#### [What to produce]
Using the records below, reproduce exactly the lines from the one containing "The image size is (904, 509)." through the end, and nothing more; skip the images.

[Saved data entries]

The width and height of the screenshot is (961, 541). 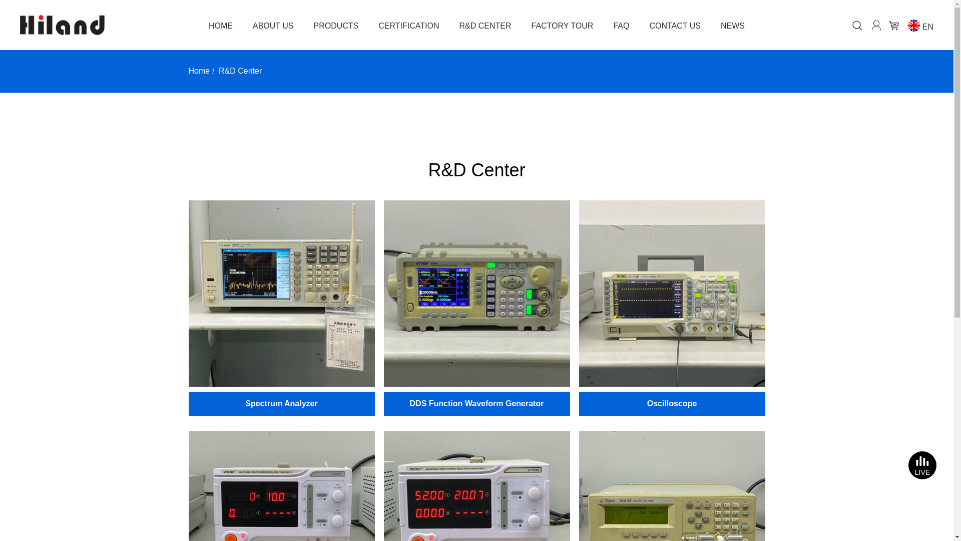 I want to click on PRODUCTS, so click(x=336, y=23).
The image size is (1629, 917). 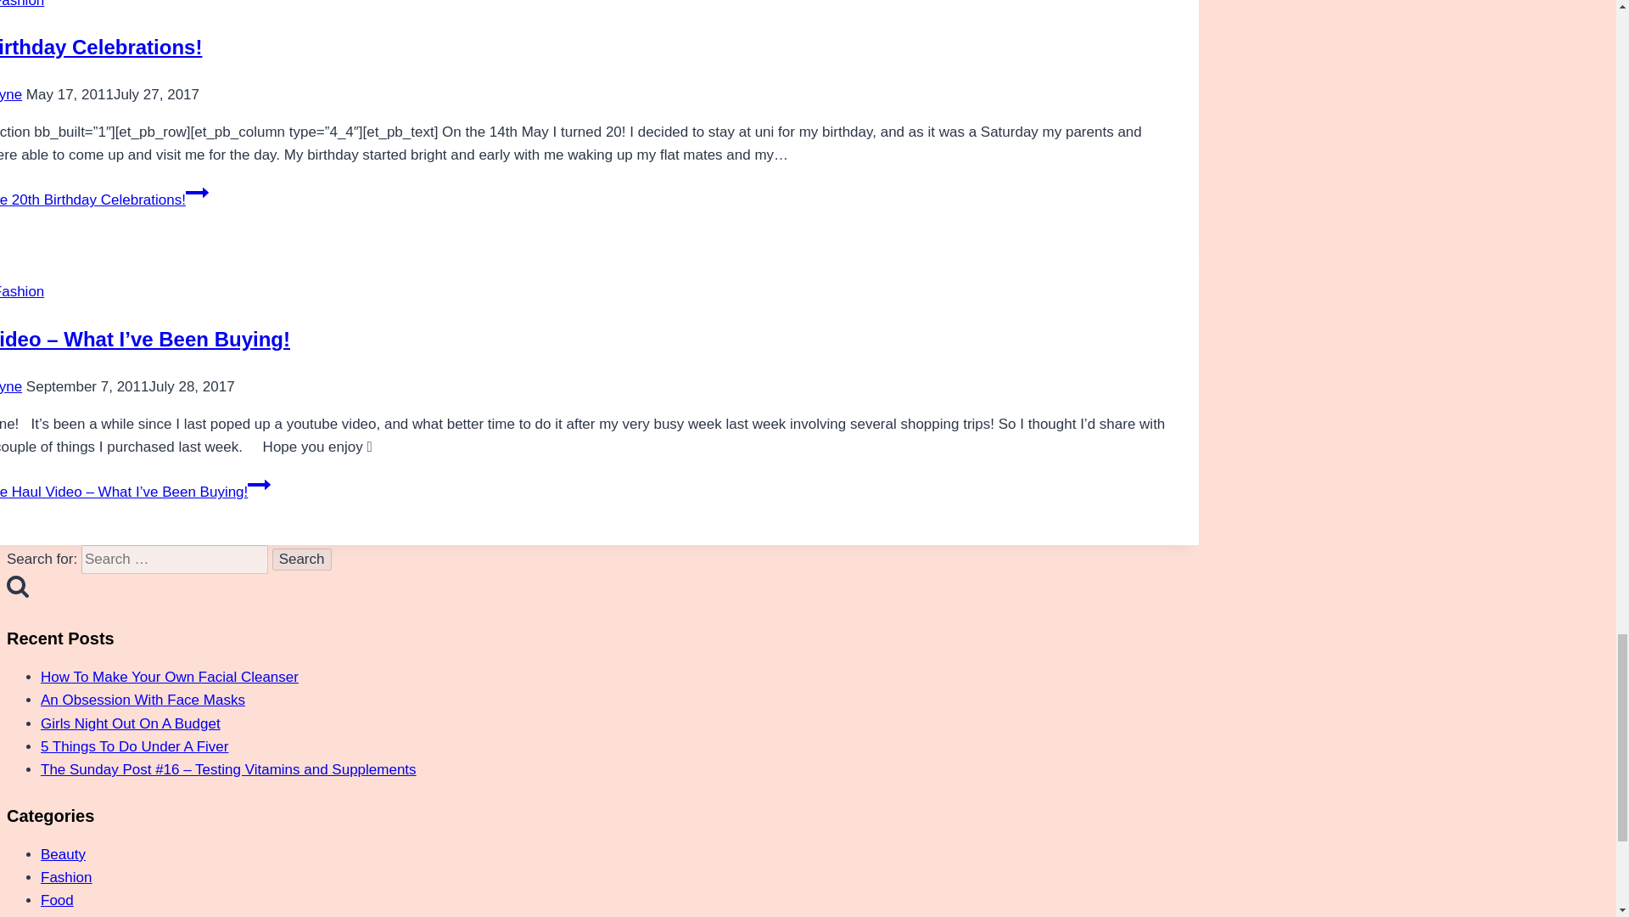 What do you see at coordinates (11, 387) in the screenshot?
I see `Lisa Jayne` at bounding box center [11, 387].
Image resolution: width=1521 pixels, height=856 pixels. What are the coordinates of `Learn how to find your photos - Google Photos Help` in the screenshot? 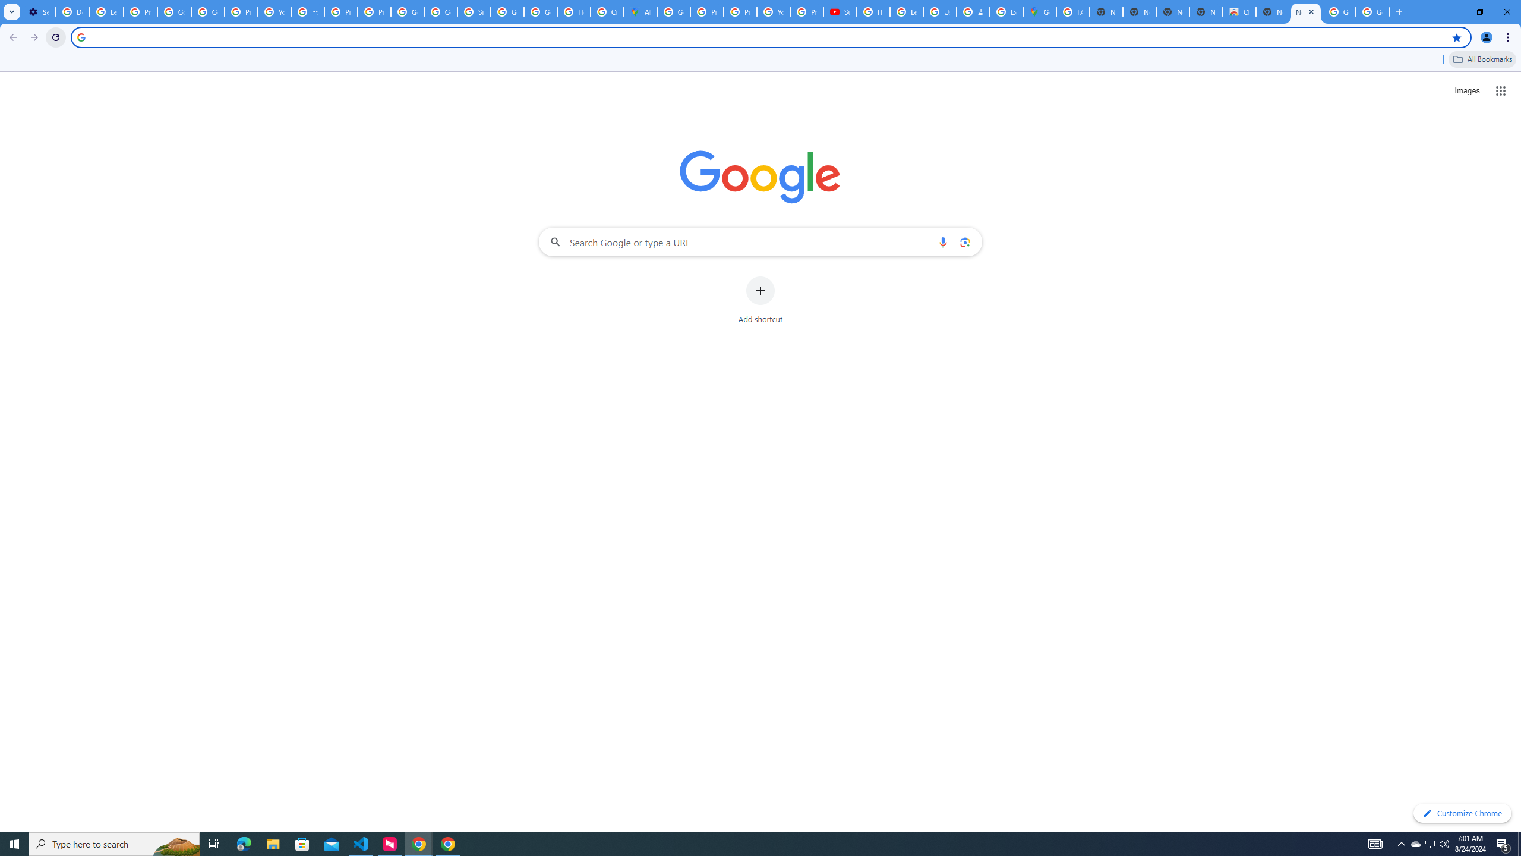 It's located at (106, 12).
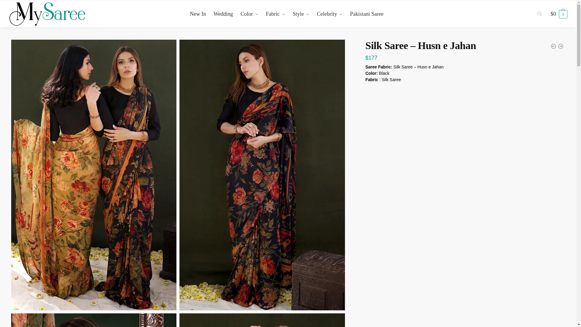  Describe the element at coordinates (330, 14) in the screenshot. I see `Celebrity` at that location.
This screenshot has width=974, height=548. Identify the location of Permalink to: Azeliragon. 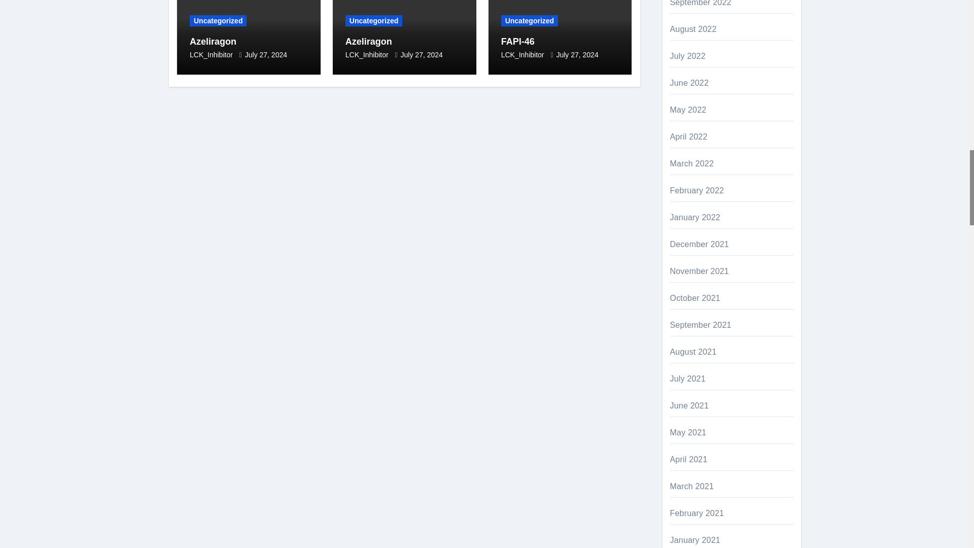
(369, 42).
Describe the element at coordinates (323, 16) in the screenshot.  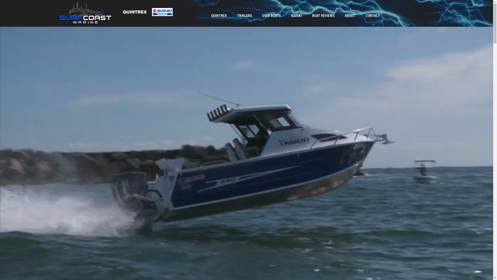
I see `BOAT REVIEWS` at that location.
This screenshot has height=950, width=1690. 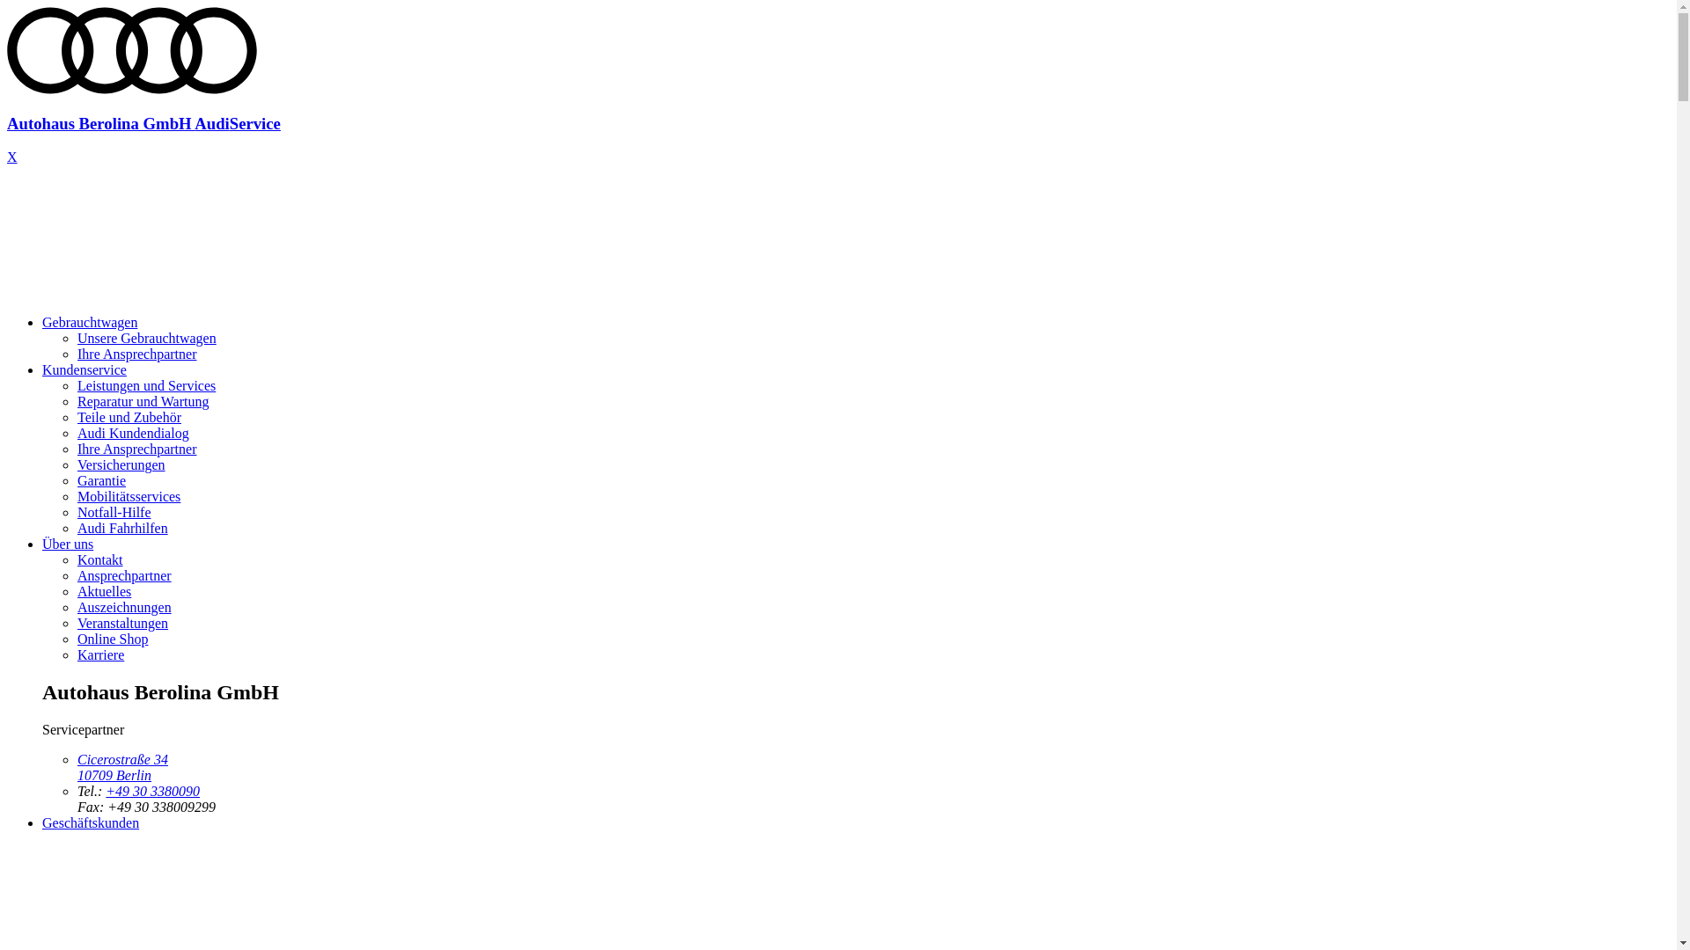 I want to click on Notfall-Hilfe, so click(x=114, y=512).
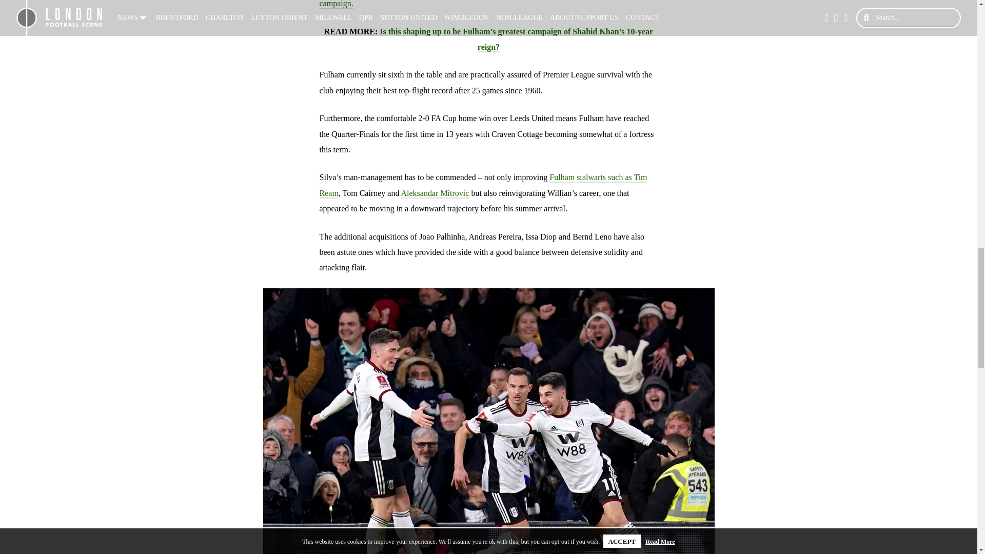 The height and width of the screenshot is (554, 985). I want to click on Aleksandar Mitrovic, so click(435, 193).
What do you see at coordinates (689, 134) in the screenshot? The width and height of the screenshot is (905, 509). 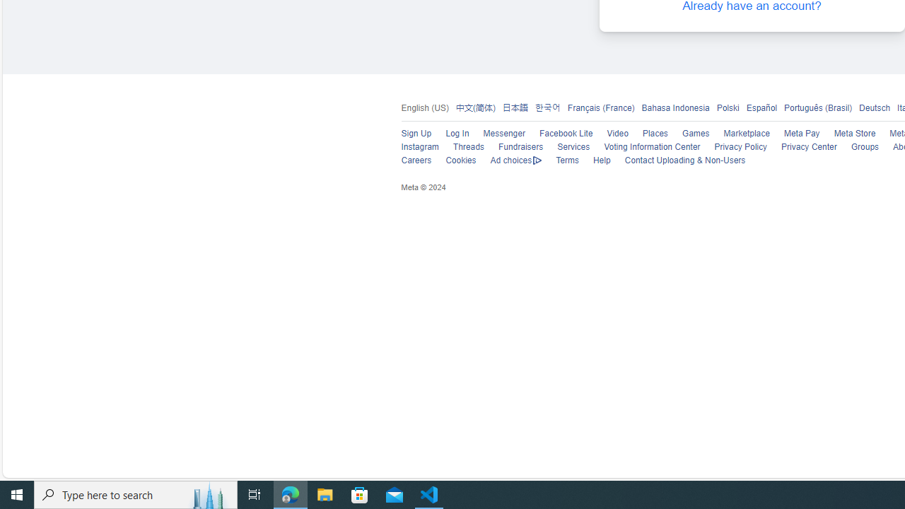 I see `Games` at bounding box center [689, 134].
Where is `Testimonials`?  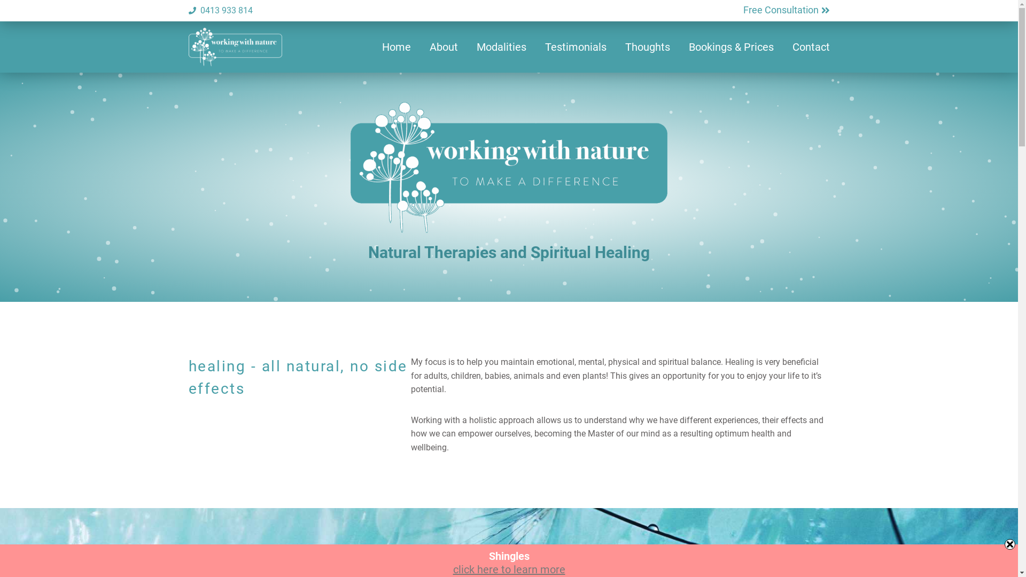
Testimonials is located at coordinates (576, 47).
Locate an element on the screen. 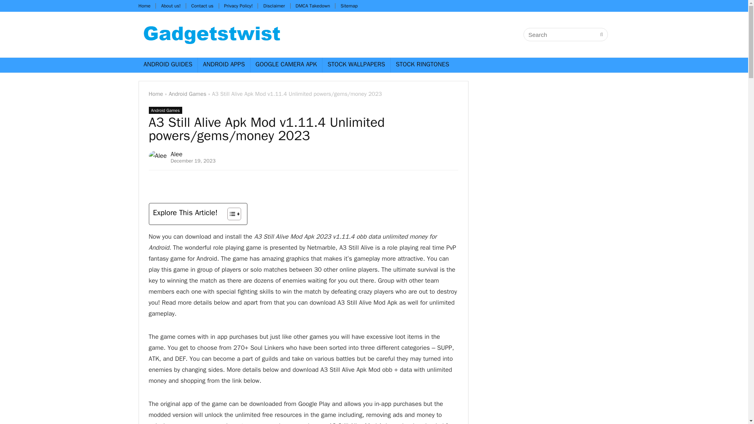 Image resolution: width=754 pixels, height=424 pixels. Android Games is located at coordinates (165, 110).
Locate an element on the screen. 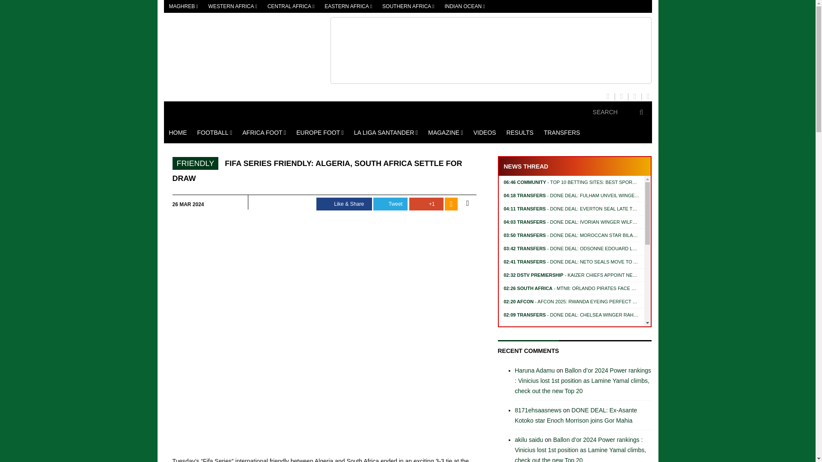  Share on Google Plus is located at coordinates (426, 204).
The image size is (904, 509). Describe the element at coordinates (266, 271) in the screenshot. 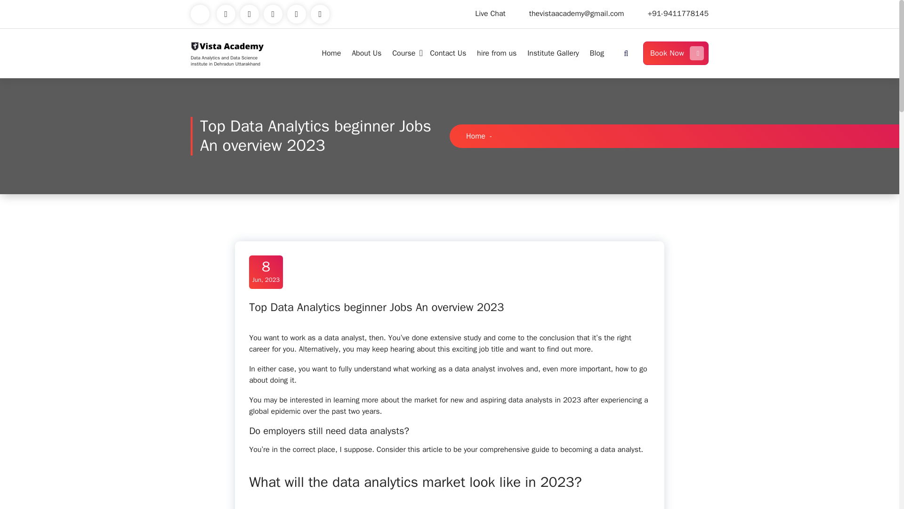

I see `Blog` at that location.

#### [Solution below]
The image size is (904, 509). Describe the element at coordinates (266, 271) in the screenshot. 

I see `Blog` at that location.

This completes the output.